■ What to do: Please set down, with no changes, every line of the material below from the one containing "At what (x,y)" through the end. Skip the pictures.
[Listed records Boundary: Start]
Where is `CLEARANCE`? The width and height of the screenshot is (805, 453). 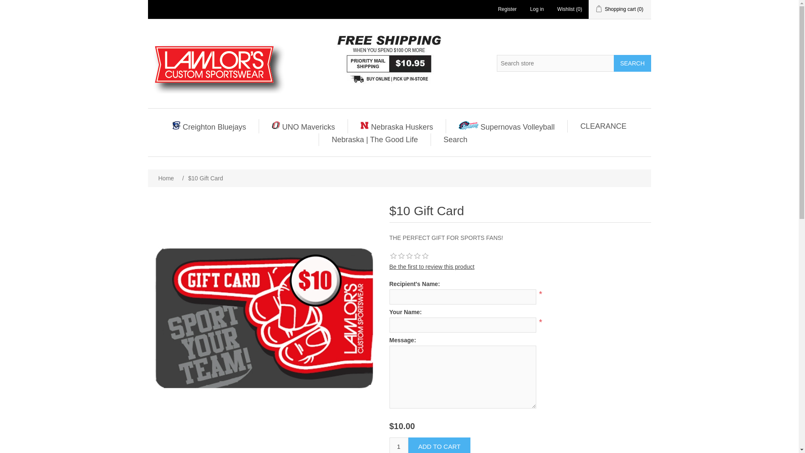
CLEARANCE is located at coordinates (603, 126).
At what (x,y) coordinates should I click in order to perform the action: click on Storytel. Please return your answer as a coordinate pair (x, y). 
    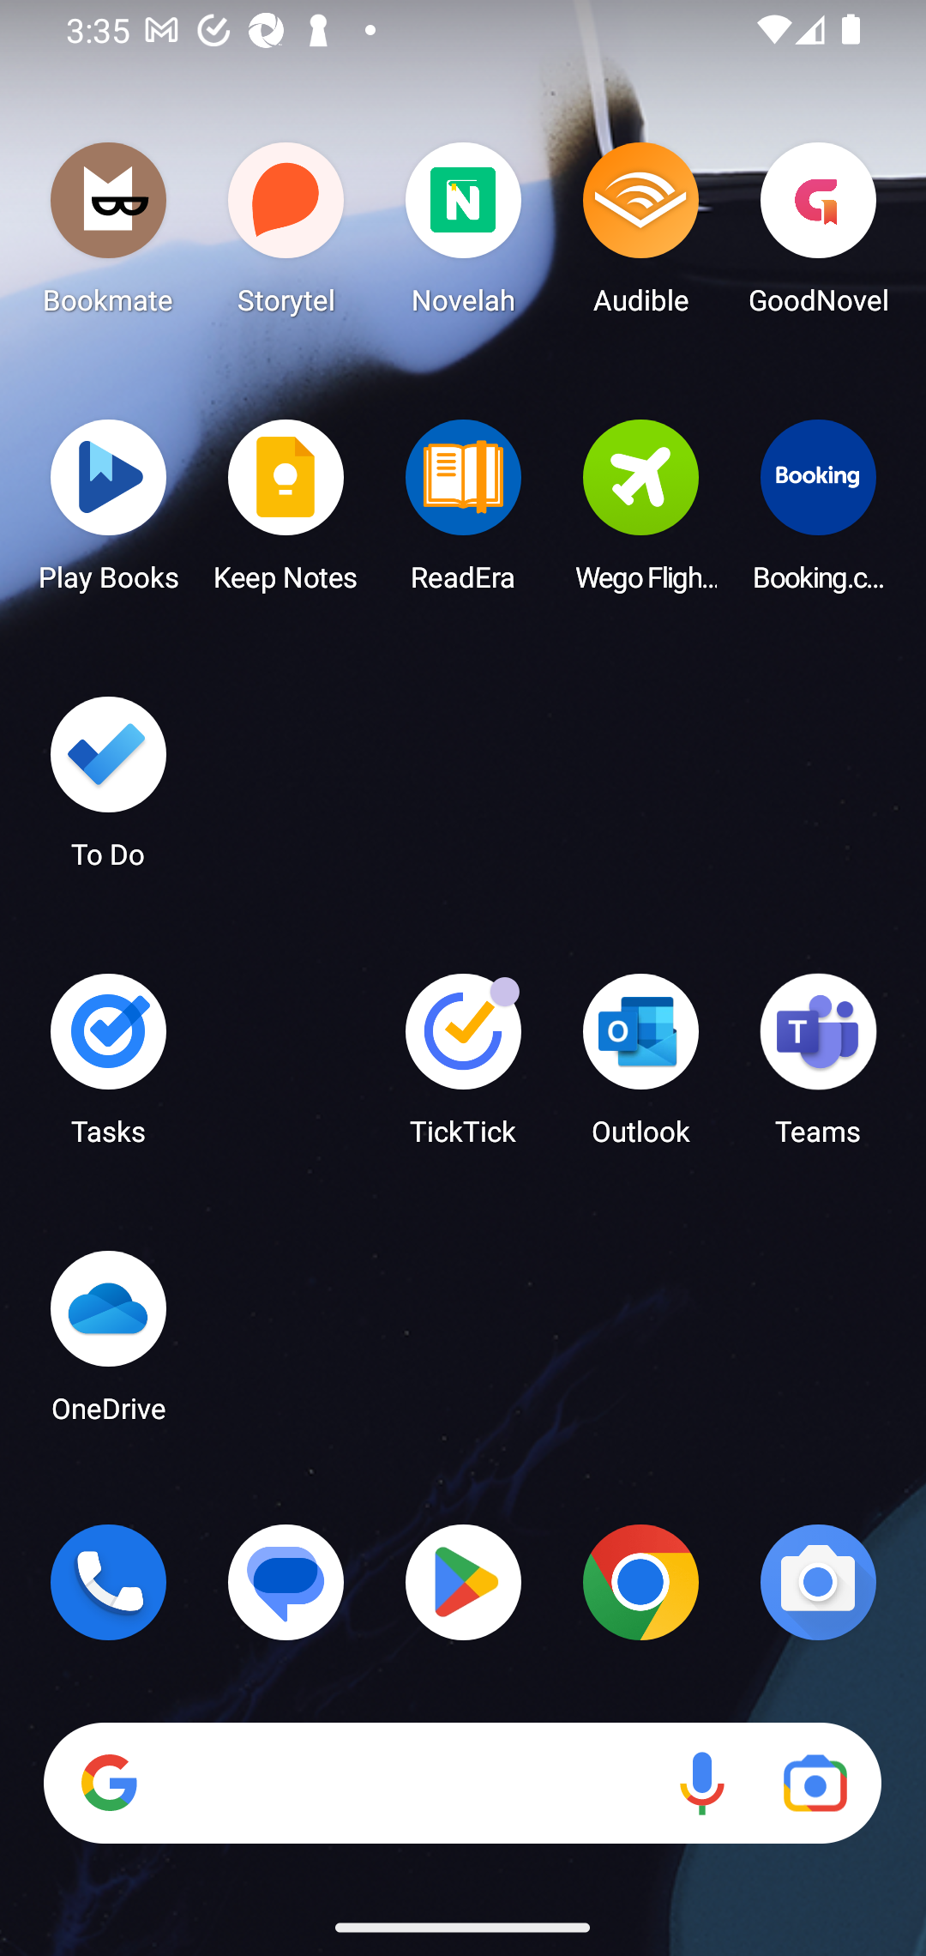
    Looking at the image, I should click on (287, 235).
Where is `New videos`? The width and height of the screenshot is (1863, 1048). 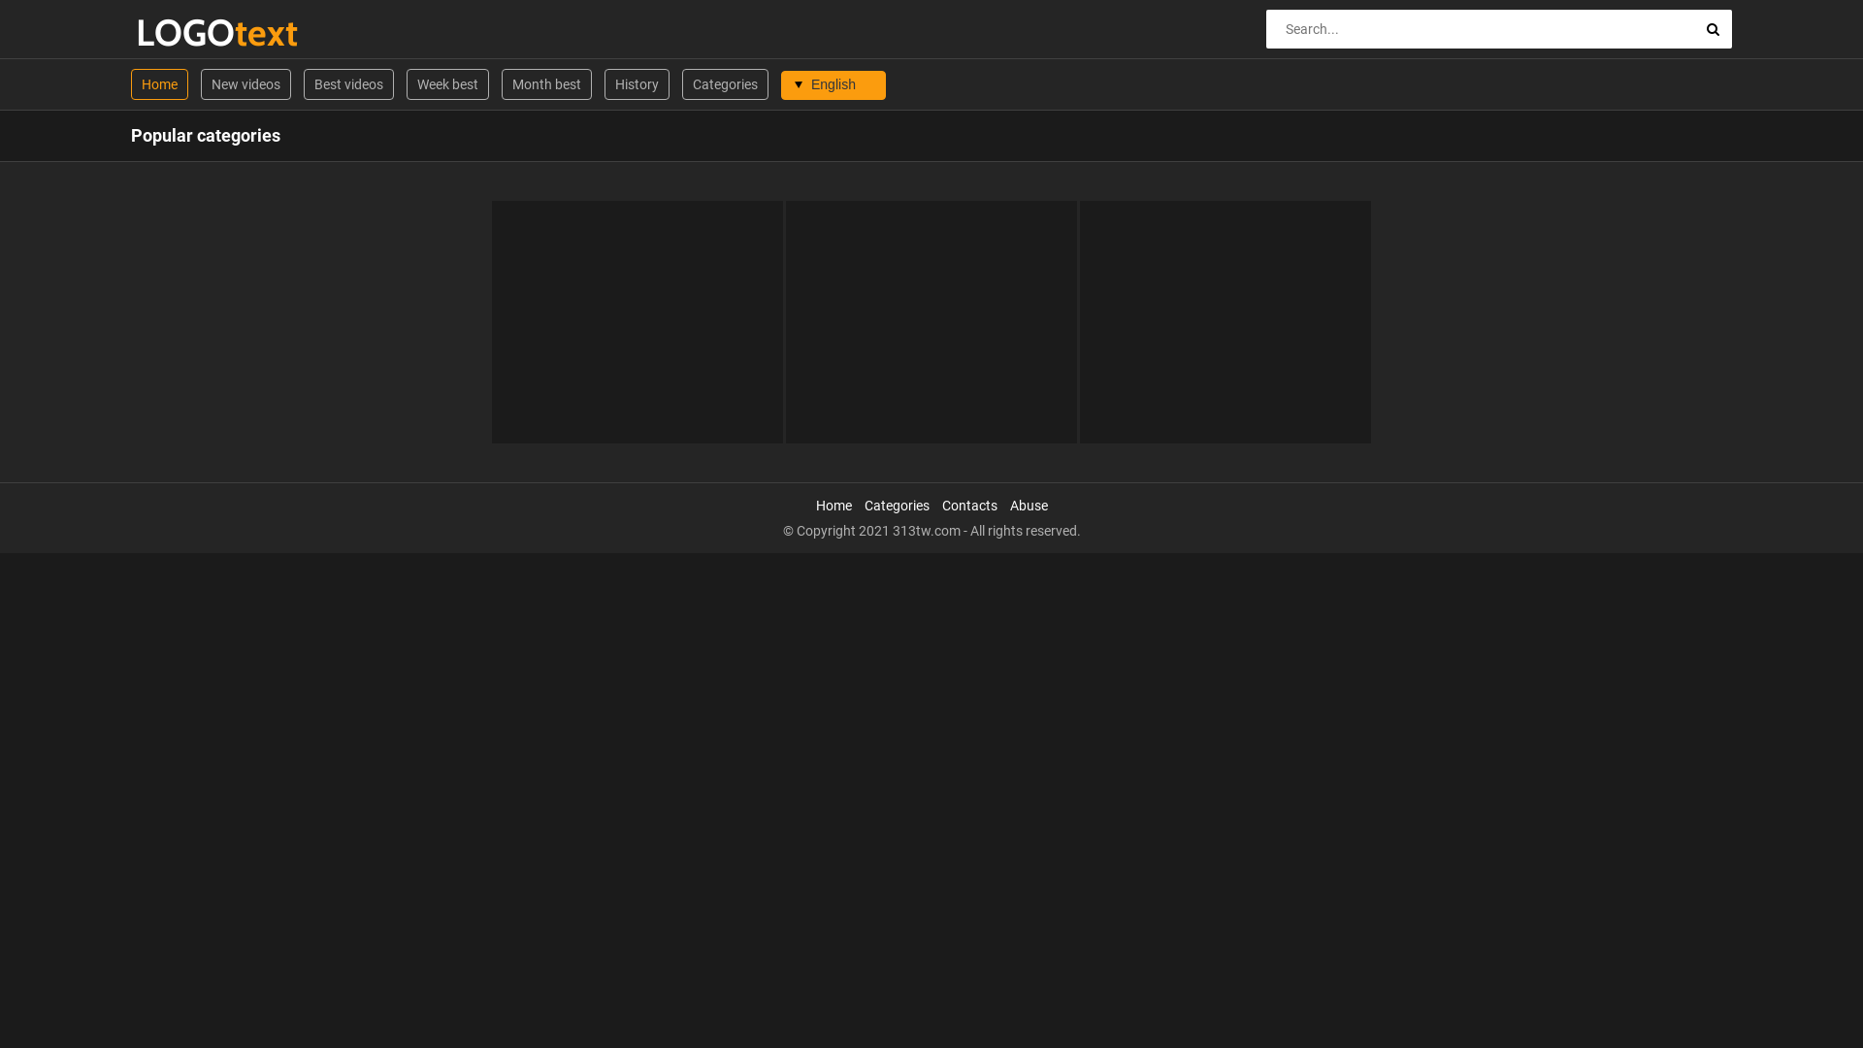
[Listed records Boundary: End]
■ Written reply:
At what (x,y) coordinates should I click in order to perform the action: click on Storytel. Please return your answer as a coordinate pair (x, y). 
    Looking at the image, I should click on (287, 235).
Where is `New videos`? The width and height of the screenshot is (1863, 1048). 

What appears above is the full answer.